Wednesday, March 14, 2012

Rebuilding Code Sense and Syntax Highlighting on Xcode 4

Sometimes syntax highlighting does not work on Xcode 4. Syntax highlighting is an important feature to developers. But there is no "Rebuild Code Sense" menu on Xcode 4. We can do it with following steps:

1. Xcode menu: Window->Organizer

2. Go to Projects tab

3. Choose your project on the left panel.

4. Click "Delete…" button after the Derived Data on the right panel.

Xcode will start to rebuild code sense of your project.

Thursday, March 08, 2012

Diff and Merge Localizable.strings in git

The default code set of Localizable.strings is UTF-16. Actually I don't care what code set it is. But git/gitX/SourceTree does not recognize UTF-16 (Stupid!). They treat UTF-16 Localizable.strings as a binary file and reject to diff or merge. This is a very big problem if you work in a team.

Google says we can make git support UTF-16. I tried, but failed. I have to convert Localizable.strings into UTF-8. (Actually before converting, I have manually merged by myself.) Surprisingly, git/SourceTree still says it is a binary file and cannot diff. It's OK. Just commit. Git says it just because the history files are still UTF-16. If you make any new changes, git can diff and merge it. Great!

Thursday, February 16, 2012

Keyboard notification bug on iOS 5

When the soft keyboard appears, we need to re-arrange the UI controls. I move the control up a little bit in keyboardWillShow handler:

frame.origin.y -= CONSTANT;

control.frame = frame;

But there is an annoying bug (or behavior) about non-English language keyboard on iOS 5. If you are using English keyboard, you will receive keyboardWillShow notification once. It is good. But if you are using some language keyboard like Chinese, you will receive the same notification TWICE! That means the above code will move the control up twice.

Some non-English language keyboard has an additional line at the top, used to choose words. Sounds like that additional line causes this problem.

The solution is simple. Just use hard-coded positions. And the additional line on some non-English language keyboards may cover parts of your UI on iOS 5. You have to leave enough space for keyboards. If your textField requires English characters only, you can force the keyboard to show English:

textField.keyboardType = UIKeyboardTypeASCIICapable;

Tuesday, December 27, 2011

Scroll NSScrollView to Top

AppKit is old and is not as convenient as UIKit.
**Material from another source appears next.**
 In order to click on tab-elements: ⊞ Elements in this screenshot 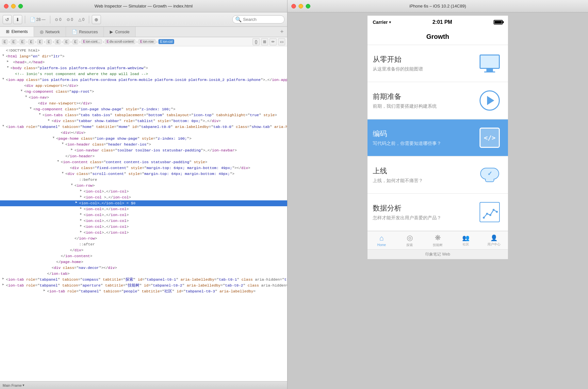, I will do `click(17, 32)`.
But we have to use it on Mac app development.

"Scroll a scrollview to top" sounds easy, but actually it isn't. If you assign a documentView to a NSScrollView, you will see it scrolls to the bottom. (Very stupid!) The doc did not mention how to scroll to top. I found a way to control the vertical scroller. I can set the scroller to top, but the scrollView is still at bottom!

This post (http://stackoverflow.com/questions/4506391/nsscrollview-jumping-to-bottom-on-scroll) inspired me. I got the solution (of cause, I post my answer on stackoverflow too):

// Scroll the vertical scroller to top

if ([_scrollView hasVerticalScroller]) {

_scrollView.verticalScroller.floatValue = 0;

}

// Scroll the contentView to top

[_scrollView.contentView scrollToPoint:NSMakePoint(0, ((NSView*)_scrollView.documentView).frame.size.height - _scrollView.contentSize.height)];

Friday, December 09, 2011

Wrong info from proc_pidinfo

proc_pidinfo is a very useful function to get a Mac OS X process's info such as the size of resident memory, consumed CPU time.

However, sometimes, the returned info is not correct. For example, a little process's resident memory becomes 4GB. Apple does not provide any document about this function, and I did not see useful comments in the header files.

I am lucky enough to see code snippet in the Apple open source file: http://www.opensource.apple.com/source/lsof/lsof-28/lsof/dialects/darwin/libproc/dproc.c. When we call proc_pidinfo, we must check the returned value. If the returned value is not identical to the size of output data, the output data is wrong.

      nb = proc_pidinfo(pid, PROC_PIDTASKALLINFO, 0, &ti, sizeof(ti));
            if (nb <= 0) {
                if (errno == ESRCH)
                    continue;
                if (!Fwarn) {
                    (void) fprintf(stderr, "%s: PID %d information error: %s\n",
                        Pn, pid, strerror(errno));
                }
                continue;
            } else if (nb < sizeof(ti)) {
                (void) fprintf(stderr,
                    "%s: PID %d: proc_pidinfo(PROC_PIDTASKALLINFO);\n",
                    Pn, pid);
                (void) fprintf(stderr,
                    "      too few bytes; expected %ld, got %d\n",
                    sizeof(ti), nb);
                Exit(1);
            }
I checked the processes with correct info. They are all my processes (not system processes). Seems like my app runs in user mode and it does not have privileges to get info of system processes.

Tuesday, October 18, 2011

Let Several Apps Use the same Facebook App ID

If you want to let your user post something from your app onto Facebook, you need to register a Facebook app and call Facebook SDK to post messages. But if you have a free version and a paid version, you would like to share the same Facebook App ID.

Just follow Facebook tutorial to register Facebook App and config your apps. https://developers.facebook.com/docs/mobile/ios/build/

The only one thing I need to mention is you must leave 'iOS Bundle ID' empty.

From Facebook doc page:

iOS Bundle ID - (Optional) You may set this to match the bundle ID for your iOS app. If you add this setting then the bundle ID of your app will be checked before authorizing the user. The benefit of this setting for SSO is if the user has already authorized your app they will not be asked to authorize it when they access your app from a new device.